FALL/WINTER 2021
Crossing Traditional Boundaries At all levels and in every era, the structure of “school” has been defined by disciplines and departments. We educate students by subject to prepare them for the world and their futures. We help them master each area’s content and skills as determined by those who are educated deeply in them. But what if in addition to this, goes recent thinking, schools were to think and work outside the silo (to mix two overused metaphors)? At George School, a push for interdisciplinary education is improving the learning experience for students and teachers alike. Take, for example, a spring 2020 children’s lit project. When end-of-year IB exams were canceled due to the pandemic, Kim McGlynn wanted to keep her IB HL English students engaged at a high level despite being dispersed around the globe. She conceived of a different culminating experience— one where seniors could work with students from Jō Adachi’s painting and drawing classes.
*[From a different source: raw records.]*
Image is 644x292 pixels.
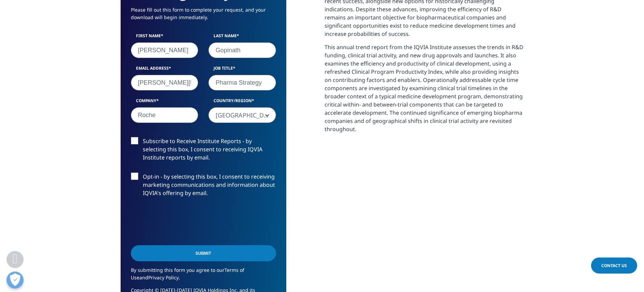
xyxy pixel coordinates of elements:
[131,266,276,287] p: By submitting this form you agree to our and .
[591,258,637,274] a: Contact Us
[6,271,23,289] button: Open Preferences
[131,173,276,201] label: Opt-in - by selecting this box, I consent to receiving marketing communications and information a...
[208,107,276,123] span: Canada
[131,6,276,26] p: Please fill out this form to complete your request, and your download will begin immediately.
[131,245,276,261] input: Submit
[208,33,276,42] label: Last Name
[208,98,276,107] label: Country/Region
[601,263,627,269] span: Contact Us
[148,274,179,281] a: Privacy Policy
[131,65,199,75] label: Email Address
[131,208,235,235] iframe: reCAPTCHA
[209,108,276,123] span: Canada
[131,137,276,165] label: Subscribe to Receive Institute Reports - by selecting this box, I consent to receiving IQVIA Inst...
[325,43,524,138] p: This annual trend report from the IQVIA Institute assesses the trends in R&D funding, clinical tr...
[131,98,199,107] label: Company
[131,33,199,42] label: First Name
[208,65,276,75] label: Job Title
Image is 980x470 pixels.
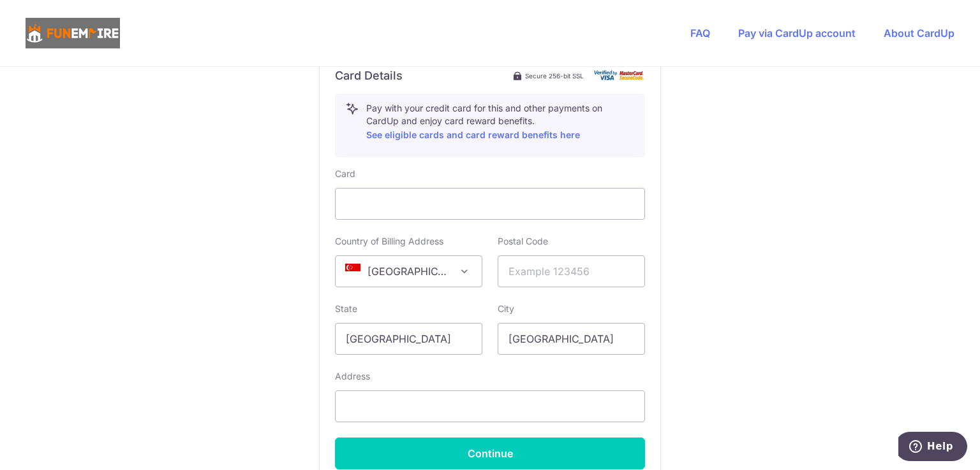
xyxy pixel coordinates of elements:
[594,70,645,81] img: card secure
[346,196,634,211] iframe: Secure card payment input frame
[335,370,370,383] label: Address
[335,235,443,248] label: Country of Billing Address
[690,27,710,40] a: FAQ
[335,438,645,469] button: Continue
[738,27,855,40] a: Pay via CardUp account
[335,256,482,287] span: Singapore
[335,68,403,83] h6: Card Details
[498,255,645,288] input: Example 123456
[898,432,966,464] iframe: Opens a widget where you can find more information
[883,27,954,40] a: About CardUp
[335,255,482,288] span: Singapore
[498,235,548,248] label: Postal Code
[525,70,583,81] span: Secure 256-bit SSL
[335,303,358,316] label: State
[366,129,580,140] a: See eligible cards and card reward benefits here
[498,303,514,316] label: City
[366,102,634,143] p: Pay with your credit card for this and other payments on CardUp and enjoy card reward benefits.
[335,168,355,181] label: Card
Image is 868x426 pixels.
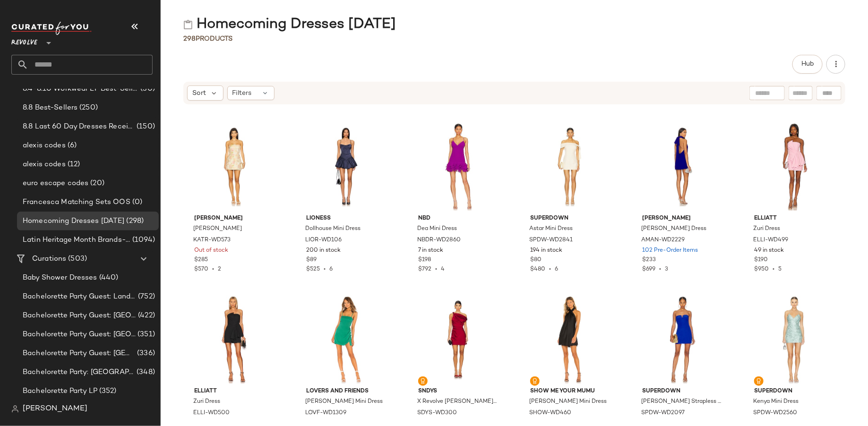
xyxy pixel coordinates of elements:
span: 49 in stock [754,247,784,255]
span: ELLI-WD500 [193,409,230,418]
span: Hub [801,61,814,68]
span: • [545,266,555,273]
span: $699 [642,266,655,273]
span: [PERSON_NAME] [642,215,723,223]
span: • [320,266,329,273]
img: svg%3e [756,378,762,384]
span: (422) [136,310,155,321]
span: (348) [135,367,155,378]
img: SPDW-WD2560_V1.jpg [746,296,842,383]
span: $198 [418,256,431,265]
span: KATR-WD573 [193,237,231,244]
img: SPDW-WD2097_V1.jpg [634,296,730,383]
img: ELLI-WD499_V1.jpg [746,123,842,210]
span: Bachelorette Party: [GEOGRAPHIC_DATA] [22,367,135,378]
span: Latin Heritage Month Brands- DO NOT DELETE [22,235,130,246]
span: $89 [306,256,317,265]
img: NBDR-WD2860_V1.jpg [411,123,506,210]
span: LOVF-WD1309 [305,409,346,418]
span: [PERSON_NAME] Mini Dress [305,398,383,406]
span: (20) [88,178,104,189]
span: 6 [329,266,333,273]
span: (250) [77,103,98,114]
span: (351) [135,329,155,340]
span: $80 [530,256,542,265]
span: [PERSON_NAME] [22,404,88,415]
span: ELLIATT [754,215,835,223]
span: Dollhouse Mini Dress [305,225,360,234]
span: (298) [124,216,144,227]
span: Filters [232,88,252,98]
span: • [431,266,441,273]
img: AMAN-WD2229_V1.jpg [634,123,730,210]
span: $950 [754,266,769,273]
span: LIOR-WD106 [305,237,341,244]
span: (352) [98,386,116,397]
span: SNDYS [418,388,498,396]
span: Out of stock [195,247,229,255]
span: 8.8 Best-Sellers [22,103,77,114]
span: Sort [192,88,206,98]
img: KATR-WD573_V1.jpg [187,123,282,210]
span: 5 [778,266,782,273]
span: $525 [306,266,320,273]
span: (440) [98,273,119,284]
span: Zuri Dress [753,225,780,234]
span: (0) [130,197,142,208]
span: 6 [555,266,558,273]
span: 3 [665,266,668,273]
span: (150) [135,122,155,132]
span: NBD [418,215,498,223]
span: 2 [218,266,221,273]
span: superdown [530,215,610,223]
span: superdown [754,388,835,396]
span: Show Me Your Mumu [530,388,610,396]
span: Dea Mini Dress [417,225,457,234]
span: $233 [642,256,656,265]
img: svg%3e [12,406,19,413]
span: euro escape codes [22,178,88,189]
span: (503) [66,254,87,265]
span: ELLIATT [195,388,275,396]
span: • [208,266,218,273]
img: SPDW-WD2841_V1.jpg [523,123,618,210]
span: (336) [135,348,155,359]
span: Curations [32,254,66,265]
span: $792 [418,266,431,273]
span: superdown [642,388,723,396]
img: svg%3e [420,378,426,384]
span: • [769,266,778,273]
span: Homecoming Dresses [DATE] [22,216,124,227]
span: LIONESS [306,215,386,223]
img: SDYS-WD300_V1.jpg [411,296,506,383]
span: $190 [754,256,768,265]
span: [PERSON_NAME] [193,225,242,234]
span: SPDW-WD2841 [529,237,573,244]
span: Francesca Matching Sets OOS [22,197,130,208]
button: Hub [793,55,822,74]
span: Kenya Mini Dress [753,398,799,406]
span: [PERSON_NAME] [195,215,275,223]
span: alexis codes [22,159,66,170]
span: Bachelorette Party Guest: [GEOGRAPHIC_DATA] [22,310,136,321]
span: $285 [195,256,208,265]
span: 200 in stock [306,247,341,255]
span: alexis codes [22,140,66,151]
span: 8.4-8.10 Workwear LP Best-Sellers [22,84,138,95]
span: Bachelorette Party LP [22,386,98,397]
img: SHOW-WD460_V1.jpg [523,296,618,383]
span: (6) [66,140,77,151]
span: Bachelorette Party Guest: [GEOGRAPHIC_DATA] [22,329,135,340]
span: (30) [138,84,155,95]
span: Astar Mini Dress [529,225,573,234]
img: ELLI-WD500_V1.jpg [187,296,282,383]
span: Zuri Dress [193,398,220,406]
span: [PERSON_NAME] Strapless Mini Dress [642,398,722,406]
span: X Revolve [PERSON_NAME] Mini Dress [417,398,498,406]
span: 194 in stock [530,247,562,255]
img: LOVF-WD1309_V1.jpg [299,296,394,383]
span: Bachelorette Party Guest: Landing Page [22,291,136,302]
span: $570 [195,266,208,273]
img: LIOR-WD106_V1.jpg [299,123,394,210]
span: AMAN-WD2229 [642,237,685,244]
Together they took the proffered lemons and baked mean lemon meringue pies.
4 | G E O RGIAN
“I thought it would be fun to do a more creative project,” explains Kim, “Something nostalgic and whimsical, that would connect them to one another.” Having students write and illustrate picture books together “was a way to care for them at a difficult time and a way for them to give back to their community, pass on their knowledge, and start thinking about their place in the world as adults.” “As a literature course, we talk a lot about authorial choices: developing tone, using figurative language, matching language to audience,” Kim continues. Creating children’s books allowed them to make those choices, including how to present serious subjects in words and images. A few students who were also in IB Global Politics crossed yet another “subject line” by using their story as their peace project (see The Critter Chronicles sidebar). For Jō’s art students, the assignment “fit perfectly” because “it had creative thinking, problem solving, skill development, and the added bonus of collaboration” as part of a project (publishing books) “resembling real-life experience.”